A senior UN official has said that war-torn Yemen, already reeling from malnutrition and dwindling healthcare, is plummeting into further distress amid a deadly cholera outbreak and looming famine.
"Historically, Yemen has been one of the poorest Arab nations -- if not the poorest -- with (poverty) and corruption, poor governance and poor infrastructure. The war has simply made it much worse," Auke Lootsma, UN Development Programme (UNDP) Country Director said.
Xinhua news agency said Lootsma was briefing journalists in New York via teleconference from the Yemeni capital Sanaa. He compared the situation in the country to a bus "racing towards the edge of a cliff".
Instead of hitting the brakes and turning around, "the one controlling the direction of the bus keeps going and pushes the accelerator, all but certain to crash", Lootsma warned.
He stressed that the Yemeni people were enduring incredible hardship, with 70 percent of the population -- some 20 million people -- in need of humanitarian assistance.
Additionally, some 400,000 cases of cholera recorded in the past few months have resulted in 1,900 deaths.
Due to the scope of the crisis combined with a lack of funding and access, humanitarians "are asked to cover gaps that are well beyond" their mandates and capacities, he said.
Yemen was on the brink of famine, with 60 percent of the population not knowing where its next meal is coming from, according to the UN official.
"The current food security crisis is a man-made disaster not only resulting from decades of poverty and under-investment, but also as a war tactic through economic strangulation."
Pointing out that Yemen imported 90 percent of its food even before the crisis, he painted a picture of the difficulty in bringing food into the country now as "it is actually financially out of reach for many of the poor families at this point in time."
"The collapse of the health, water and sanitation sector due to a lack of salaries and damaged infrastructure" exacerbated the situation, the UNDP Country Director said.
Almost half of the health facilities were no longer functioning because they are partly or completely damaged.
And "doctors and nurses are not coming to work because they have not been paid and looking for income elsewhere".
With almost 1.2 million civil servants having not been paid since September 2016, many businesses have collapsed.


__WHAT THE EXERCISE ASKS__:
Your task is to copy the listing exactly. Drop any pictures from the copy.

__DATA TO EXAMINE__:

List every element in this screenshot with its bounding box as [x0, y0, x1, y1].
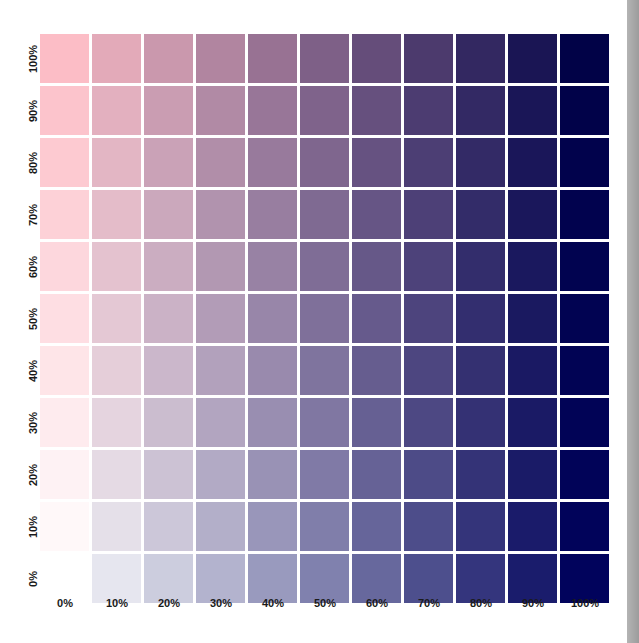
y-tick-label: 100%: [26, 34, 40, 84]
swatch-cell: [456, 450, 505, 499]
swatch-cell: [508, 450, 557, 499]
swatch-cell: [456, 86, 505, 135]
swatch-cell: [352, 398, 401, 447]
x-tick-label: 80%: [455, 597, 507, 609]
swatch-cell: [404, 294, 453, 343]
swatch-cell: [300, 242, 349, 291]
swatch-cell: [404, 34, 453, 83]
swatch-cell: [456, 34, 505, 83]
swatch-cell: [144, 190, 193, 239]
x-tick-label: 30%: [195, 597, 247, 609]
x-tick-label: 40%: [247, 597, 299, 609]
swatch-cell: [196, 242, 245, 291]
swatch-cell: [300, 294, 349, 343]
swatch-cell: [560, 242, 609, 291]
y-tick-label: 60%: [26, 242, 40, 292]
swatch-cell: [508, 34, 557, 83]
swatch-cell: [92, 398, 141, 447]
swatch-cell: [508, 398, 557, 447]
swatch-cell: [40, 138, 89, 187]
swatch-cell: [144, 346, 193, 395]
swatch-cell: [300, 398, 349, 447]
swatch-cell: [196, 346, 245, 395]
swatch-cell: [508, 294, 557, 343]
swatch-cell: [352, 34, 401, 83]
swatch-cell: [40, 190, 89, 239]
swatch-cell: [92, 554, 141, 603]
y-tick-label: 0%: [26, 554, 40, 604]
y-tick-label: 70%: [26, 190, 40, 240]
swatch-cell: [560, 450, 609, 499]
swatch-cell: [560, 86, 609, 135]
swatch-cell: [40, 450, 89, 499]
swatch-cell: [144, 398, 193, 447]
swatch-cell: [248, 86, 297, 135]
swatch-cell: [456, 398, 505, 447]
swatch-cell: [352, 502, 401, 551]
swatch-cell: [40, 86, 89, 135]
swatch-cell: [404, 190, 453, 239]
x-tick-label: 50%: [299, 597, 351, 609]
x-tick-label: 90%: [507, 597, 559, 609]
swatch-cell: [352, 450, 401, 499]
swatch-cell: [456, 242, 505, 291]
swatch-cell: [404, 554, 453, 603]
swatch-cell: [508, 86, 557, 135]
x-tick-label: 70%: [403, 597, 455, 609]
swatch-cell: [92, 294, 141, 343]
swatch-cell: [560, 398, 609, 447]
swatch-cell: [248, 398, 297, 447]
swatch-cell: [300, 554, 349, 603]
x-tick-label: 100%: [559, 597, 611, 609]
swatch-cell: [144, 502, 193, 551]
swatch-cell: [508, 242, 557, 291]
swatch-cell: [144, 138, 193, 187]
swatch-cell: [248, 502, 297, 551]
swatch-cell: [248, 190, 297, 239]
swatch-cell: [404, 86, 453, 135]
swatch-cell: [40, 242, 89, 291]
swatch-cell: [508, 138, 557, 187]
swatch-cell: [300, 34, 349, 83]
swatch-cell: [352, 190, 401, 239]
swatch-cell: [248, 34, 297, 83]
swatch-cell: [352, 138, 401, 187]
swatch-cell: [404, 450, 453, 499]
swatch-cell: [404, 138, 453, 187]
swatch-cell: [196, 294, 245, 343]
swatch-cell: [560, 502, 609, 551]
swatch-cell: [92, 138, 141, 187]
swatch-cell: [352, 554, 401, 603]
swatch-cell: [300, 138, 349, 187]
swatch-cell: [560, 190, 609, 239]
swatch-cell: [300, 502, 349, 551]
swatch-cell: [508, 190, 557, 239]
x-tick-label: 60%: [351, 597, 403, 609]
swatch-cell: [144, 242, 193, 291]
swatch-cell: [40, 398, 89, 447]
swatch-cell: [196, 450, 245, 499]
swatch-cell: [196, 34, 245, 83]
swatch-cell: [456, 294, 505, 343]
swatch-cell: [560, 294, 609, 343]
swatch-cell: [144, 34, 193, 83]
swatch-cell: [144, 554, 193, 603]
swatch-cell: [92, 190, 141, 239]
swatch-cell: [196, 138, 245, 187]
swatch-cell: [92, 346, 141, 395]
swatch-cell: [352, 294, 401, 343]
x-tick-label: 20%: [143, 597, 195, 609]
swatch-cell: [456, 138, 505, 187]
swatch-cell: [300, 86, 349, 135]
swatch-cell: [144, 86, 193, 135]
color-mix-grid: 100%90%80%70%60%50%40%30%20%10%0%0%10%20…: [0, 0, 639, 643]
swatch-cell: [248, 346, 297, 395]
swatch-cell: [144, 294, 193, 343]
swatch-cell: [352, 86, 401, 135]
y-tick-label: 20%: [26, 450, 40, 500]
swatch-cell: [456, 190, 505, 239]
swatch-cell: [40, 346, 89, 395]
swatch-cell: [196, 86, 245, 135]
swatch-cell: [196, 190, 245, 239]
swatch-cell: [144, 450, 193, 499]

__ANSWER BELOW__:
List every element in this screenshot with its bounding box as [x0, y0, x1, y1].
y-tick-label: 100%: [26, 34, 40, 84]
swatch-cell: [456, 450, 505, 499]
swatch-cell: [508, 450, 557, 499]
swatch-cell: [456, 86, 505, 135]
swatch-cell: [352, 398, 401, 447]
x-tick-label: 80%: [455, 597, 507, 609]
swatch-cell: [404, 294, 453, 343]
swatch-cell: [300, 242, 349, 291]
swatch-cell: [404, 34, 453, 83]
swatch-cell: [456, 34, 505, 83]
swatch-cell: [144, 190, 193, 239]
x-tick-label: 30%: [195, 597, 247, 609]
x-tick-label: 40%: [247, 597, 299, 609]
swatch-cell: [196, 242, 245, 291]
swatch-cell: [300, 294, 349, 343]
swatch-cell: [560, 242, 609, 291]
y-tick-label: 60%: [26, 242, 40, 292]
swatch-cell: [508, 34, 557, 83]
swatch-cell: [92, 398, 141, 447]
swatch-cell: [508, 398, 557, 447]
swatch-cell: [40, 138, 89, 187]
swatch-cell: [144, 346, 193, 395]
swatch-cell: [300, 398, 349, 447]
swatch-cell: [196, 346, 245, 395]
swatch-cell: [508, 294, 557, 343]
swatch-cell: [352, 34, 401, 83]
swatch-cell: [40, 190, 89, 239]
swatch-cell: [92, 554, 141, 603]
y-tick-label: 0%: [26, 554, 40, 604]
y-tick-label: 70%: [26, 190, 40, 240]
swatch-cell: [560, 450, 609, 499]
swatch-cell: [560, 86, 609, 135]
swatch-cell: [40, 450, 89, 499]
swatch-cell: [144, 398, 193, 447]
swatch-cell: [248, 86, 297, 135]
swatch-cell: [456, 398, 505, 447]
swatch-cell: [352, 502, 401, 551]
swatch-cell: [40, 86, 89, 135]
swatch-cell: [404, 190, 453, 239]
x-tick-label: 50%: [299, 597, 351, 609]
x-tick-label: 90%: [507, 597, 559, 609]
swatch-cell: [352, 450, 401, 499]
swatch-cell: [456, 242, 505, 291]
swatch-cell: [404, 554, 453, 603]
swatch-cell: [508, 86, 557, 135]
x-tick-label: 70%: [403, 597, 455, 609]
swatch-cell: [92, 294, 141, 343]
swatch-cell: [560, 398, 609, 447]
swatch-cell: [248, 398, 297, 447]
swatch-cell: [300, 554, 349, 603]
x-tick-label: 100%: [559, 597, 611, 609]
swatch-cell: [144, 502, 193, 551]
swatch-cell: [508, 242, 557, 291]
swatch-cell: [144, 138, 193, 187]
swatch-cell: [248, 502, 297, 551]
swatch-cell: [248, 190, 297, 239]
swatch-cell: [404, 86, 453, 135]
swatch-cell: [40, 242, 89, 291]
swatch-cell: [508, 138, 557, 187]
swatch-cell: [300, 34, 349, 83]
swatch-cell: [352, 190, 401, 239]
swatch-cell: [248, 34, 297, 83]
swatch-cell: [352, 138, 401, 187]
swatch-cell: [404, 450, 453, 499]
swatch-cell: [404, 138, 453, 187]
swatch-cell: [196, 294, 245, 343]
swatch-cell: [560, 502, 609, 551]
swatch-cell: [92, 138, 141, 187]
swatch-cell: [352, 554, 401, 603]
swatch-cell: [300, 138, 349, 187]
swatch-cell: [560, 190, 609, 239]
swatch-cell: [300, 502, 349, 551]
swatch-cell: [508, 190, 557, 239]
x-tick-label: 60%: [351, 597, 403, 609]
swatch-cell: [144, 242, 193, 291]
swatch-cell: [40, 398, 89, 447]
swatch-cell: [196, 450, 245, 499]
swatch-cell: [196, 34, 245, 83]
swatch-cell: [456, 294, 505, 343]
swatch-cell: [560, 294, 609, 343]
swatch-cell: [144, 34, 193, 83]
swatch-cell: [144, 554, 193, 603]
swatch-cell: [92, 190, 141, 239]
swatch-cell: [196, 138, 245, 187]
swatch-cell: [92, 346, 141, 395]
swatch-cell: [352, 294, 401, 343]
x-tick-label: 20%: [143, 597, 195, 609]
swatch-cell: [456, 138, 505, 187]
swatch-cell: [300, 86, 349, 135]
swatch-cell: [144, 86, 193, 135]
color-mix-grid: 100%90%80%70%60%50%40%30%20%10%0%0%10%20…: [0, 0, 639, 643]
swatch-cell: [248, 346, 297, 395]
swatch-cell: [144, 294, 193, 343]
swatch-cell: [352, 86, 401, 135]
y-tick-label: 20%: [26, 450, 40, 500]
swatch-cell: [456, 190, 505, 239]
swatch-cell: [40, 346, 89, 395]
swatch-cell: [196, 86, 245, 135]
swatch-cell: [196, 190, 245, 239]
swatch-cell: [144, 450, 193, 499]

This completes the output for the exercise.